Notion Shuts Down 'Notion Mail' Citing Rise of AI Agents
Notion Shuts Down ‘Notion Mail’ Citing Rise of AI Agents Notion’s bet on the future of work has shifted decisively from human-facing email to autonomous software, culminating this week in the decision to shut down its Notion Mail client and lean fully into AI agents.
From Skiff acquisition to a short-lived email client
In February 2024, Notion acquired Skiff, a privacy-focused email and productivity startup, absorbing the team and technology that would later underpin Notion Mail. The company previewed the Gmail-based client in October 2024 and made it generally available on April 15, 2025, positioning it as an inbox that would “think like you” and become more capable with AI over time.
Despite that ambition, the product’s life cycle proved turbulent and brief. Barely a year after launch, Notion announced it will shutter the Notion Mail inbox “across web, desktop, and iOS on September 22,” effectively ending what remained of Skiff’s email legacy.
Pivot to AI agents and data migration plans
Notion says the shutdown reflects a behavioral shift: more than half of Notion Mail users now “manage emails without ever opening their inbox,” instead handing workflows to Notion’s AI agents. The company is “going all in on using agents to run your inbox,” arguing that AI has made the traditional client redundant for most users.
Technically, most email data remains in Gmail: “When the Notion Mail inbox shuts down, your email history will stay exactly where it is in Gmail.” Users must manually export drafts and scheduled emails by September 21 and can migrate snippets, auto-label rules, and custom setups into Notion agents with “a few clicks.”
A broader SaaS shift toward agents
The timing aligns with Notion’s May 2026 launch of a developer platform that lets third parties build agents on top of its workspace; customers have already created more than one million agents. Industry-wide, tools like AgentMail, Asana’s Stack AI acquisition, and Salesforce’s agentic Slackbot show productivity vendors “racing to reposition around agents before agents make their existing products redundant.” Notion’s move to kill its email client underscores that, for the company, building infrastructure for agents now matters more than building interfaces for humans.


TASK PROMPT: Output all the data exactly. Pictures do not belong in the copy.

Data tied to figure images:

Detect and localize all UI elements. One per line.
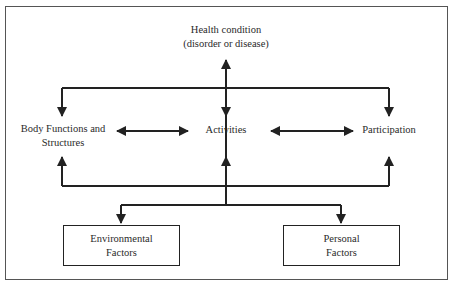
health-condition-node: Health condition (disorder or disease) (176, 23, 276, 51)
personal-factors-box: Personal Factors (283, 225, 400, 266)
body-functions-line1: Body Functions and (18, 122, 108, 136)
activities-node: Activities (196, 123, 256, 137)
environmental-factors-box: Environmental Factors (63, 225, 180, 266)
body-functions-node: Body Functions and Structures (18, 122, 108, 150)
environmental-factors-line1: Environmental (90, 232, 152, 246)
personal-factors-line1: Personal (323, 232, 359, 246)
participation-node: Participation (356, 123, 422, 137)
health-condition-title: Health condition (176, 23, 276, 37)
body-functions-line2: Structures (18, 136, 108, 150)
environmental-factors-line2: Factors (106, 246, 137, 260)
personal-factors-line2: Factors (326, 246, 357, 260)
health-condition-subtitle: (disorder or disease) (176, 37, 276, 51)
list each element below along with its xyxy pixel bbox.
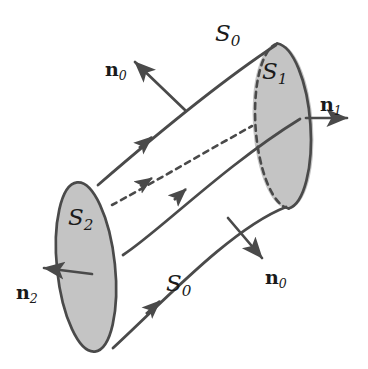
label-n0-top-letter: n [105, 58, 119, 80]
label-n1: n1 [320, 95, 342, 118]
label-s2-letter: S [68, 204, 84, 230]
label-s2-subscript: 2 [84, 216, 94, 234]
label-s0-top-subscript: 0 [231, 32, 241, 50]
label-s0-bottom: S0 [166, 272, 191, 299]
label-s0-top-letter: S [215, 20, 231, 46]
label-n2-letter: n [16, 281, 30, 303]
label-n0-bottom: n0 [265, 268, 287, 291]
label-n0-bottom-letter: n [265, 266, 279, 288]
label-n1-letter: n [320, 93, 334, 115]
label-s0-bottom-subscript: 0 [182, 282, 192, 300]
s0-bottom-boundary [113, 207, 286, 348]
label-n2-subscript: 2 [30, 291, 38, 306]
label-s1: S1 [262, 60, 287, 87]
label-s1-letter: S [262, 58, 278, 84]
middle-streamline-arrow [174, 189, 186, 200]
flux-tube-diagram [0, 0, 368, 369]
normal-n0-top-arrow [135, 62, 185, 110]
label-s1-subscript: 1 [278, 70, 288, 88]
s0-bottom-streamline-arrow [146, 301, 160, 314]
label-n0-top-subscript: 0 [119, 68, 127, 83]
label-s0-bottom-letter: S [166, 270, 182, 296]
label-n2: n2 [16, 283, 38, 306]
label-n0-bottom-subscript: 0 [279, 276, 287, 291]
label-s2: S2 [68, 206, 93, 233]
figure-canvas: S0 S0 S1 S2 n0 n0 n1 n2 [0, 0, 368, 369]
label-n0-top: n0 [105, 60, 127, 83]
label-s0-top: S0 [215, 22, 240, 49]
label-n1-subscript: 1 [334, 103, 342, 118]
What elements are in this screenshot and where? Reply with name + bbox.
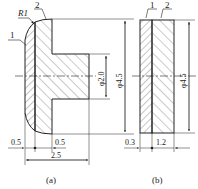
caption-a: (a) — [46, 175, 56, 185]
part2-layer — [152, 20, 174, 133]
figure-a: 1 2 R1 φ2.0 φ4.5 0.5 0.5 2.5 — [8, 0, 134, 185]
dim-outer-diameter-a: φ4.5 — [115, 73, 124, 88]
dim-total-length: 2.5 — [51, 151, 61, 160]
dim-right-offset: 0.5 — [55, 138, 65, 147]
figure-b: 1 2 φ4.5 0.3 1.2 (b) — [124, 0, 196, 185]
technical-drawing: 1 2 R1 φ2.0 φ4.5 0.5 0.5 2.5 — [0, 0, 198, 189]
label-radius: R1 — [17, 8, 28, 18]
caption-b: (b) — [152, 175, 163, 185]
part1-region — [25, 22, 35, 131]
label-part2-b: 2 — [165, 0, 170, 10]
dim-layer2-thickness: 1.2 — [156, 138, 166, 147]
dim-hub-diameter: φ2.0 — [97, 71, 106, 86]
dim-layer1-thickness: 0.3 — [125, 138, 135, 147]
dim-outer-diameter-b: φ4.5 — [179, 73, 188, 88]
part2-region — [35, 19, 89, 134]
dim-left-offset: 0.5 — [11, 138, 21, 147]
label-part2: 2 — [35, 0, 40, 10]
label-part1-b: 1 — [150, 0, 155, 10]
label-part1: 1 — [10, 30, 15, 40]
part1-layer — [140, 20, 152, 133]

WRITTEN SOLUTION:
Detect and localize all UI elements. One per line.
health-condition-node: Health condition (disorder or disease) (176, 23, 276, 51)
personal-factors-box: Personal Factors (283, 225, 400, 266)
body-functions-line1: Body Functions and (18, 122, 108, 136)
activities-node: Activities (196, 123, 256, 137)
environmental-factors-box: Environmental Factors (63, 225, 180, 266)
body-functions-node: Body Functions and Structures (18, 122, 108, 150)
environmental-factors-line1: Environmental (90, 232, 152, 246)
personal-factors-line1: Personal (323, 232, 359, 246)
participation-node: Participation (356, 123, 422, 137)
health-condition-title: Health condition (176, 23, 276, 37)
body-functions-line2: Structures (18, 136, 108, 150)
environmental-factors-line2: Factors (106, 246, 137, 260)
personal-factors-line2: Factors (326, 246, 357, 260)
health-condition-subtitle: (disorder or disease) (176, 37, 276, 51)
list each element below along with its xyxy pixel bbox.
label-n0-top-letter: n [105, 58, 119, 80]
label-n1: n1 [320, 95, 342, 118]
label-s2-letter: S [68, 204, 84, 230]
label-s2-subscript: 2 [84, 216, 94, 234]
label-s0-top-subscript: 0 [231, 32, 241, 50]
label-s0-bottom: S0 [166, 272, 191, 299]
label-s0-top-letter: S [215, 20, 231, 46]
label-n2-letter: n [16, 281, 30, 303]
label-n0-bottom: n0 [265, 268, 287, 291]
label-n0-bottom-letter: n [265, 266, 279, 288]
label-n1-letter: n [320, 93, 334, 115]
label-s0-bottom-subscript: 0 [182, 282, 192, 300]
s0-bottom-boundary [113, 207, 286, 348]
label-n2-subscript: 2 [30, 291, 38, 306]
label-s1: S1 [262, 60, 287, 87]
label-s1-letter: S [262, 58, 278, 84]
middle-streamline-arrow [174, 189, 186, 200]
flux-tube-diagram [0, 0, 368, 369]
normal-n0-top-arrow [135, 62, 185, 110]
label-s1-subscript: 1 [278, 70, 288, 88]
s0-bottom-streamline-arrow [146, 301, 160, 314]
label-n0-top-subscript: 0 [119, 68, 127, 83]
label-s0-bottom-letter: S [166, 270, 182, 296]
label-n2: n2 [16, 283, 38, 306]
label-n0-bottom-subscript: 0 [279, 276, 287, 291]
label-s2: S2 [68, 206, 93, 233]
figure-canvas: S0 S0 S1 S2 n0 n0 n1 n2 [0, 0, 368, 369]
label-n0-top: n0 [105, 60, 127, 83]
label-s0-top: S0 [215, 22, 240, 49]
label-n1-subscript: 1 [334, 103, 342, 118]
What elements are in this screenshot and where? Reply with name + bbox.
caption-a: (a) — [46, 175, 56, 185]
part2-layer — [152, 20, 174, 133]
figure-a: 1 2 R1 φ2.0 φ4.5 0.5 0.5 2.5 — [8, 0, 134, 185]
dim-outer-diameter-a: φ4.5 — [115, 73, 124, 88]
dim-total-length: 2.5 — [51, 151, 61, 160]
dim-right-offset: 0.5 — [55, 138, 65, 147]
figure-b: 1 2 φ4.5 0.3 1.2 (b) — [124, 0, 196, 185]
technical-drawing: 1 2 R1 φ2.0 φ4.5 0.5 0.5 2.5 — [0, 0, 198, 189]
label-radius: R1 — [17, 8, 28, 18]
caption-b: (b) — [152, 175, 163, 185]
part1-region — [25, 22, 35, 131]
label-part2-b: 2 — [165, 0, 170, 10]
dim-layer2-thickness: 1.2 — [156, 138, 166, 147]
dim-hub-diameter: φ2.0 — [97, 71, 106, 86]
dim-layer1-thickness: 0.3 — [125, 138, 135, 147]
dim-outer-diameter-b: φ4.5 — [179, 73, 188, 88]
part2-region — [35, 19, 89, 134]
dim-left-offset: 0.5 — [11, 138, 21, 147]
label-part2: 2 — [35, 0, 40, 10]
label-part1-b: 1 — [150, 0, 155, 10]
label-part1: 1 — [10, 30, 15, 40]
part1-layer — [140, 20, 152, 133]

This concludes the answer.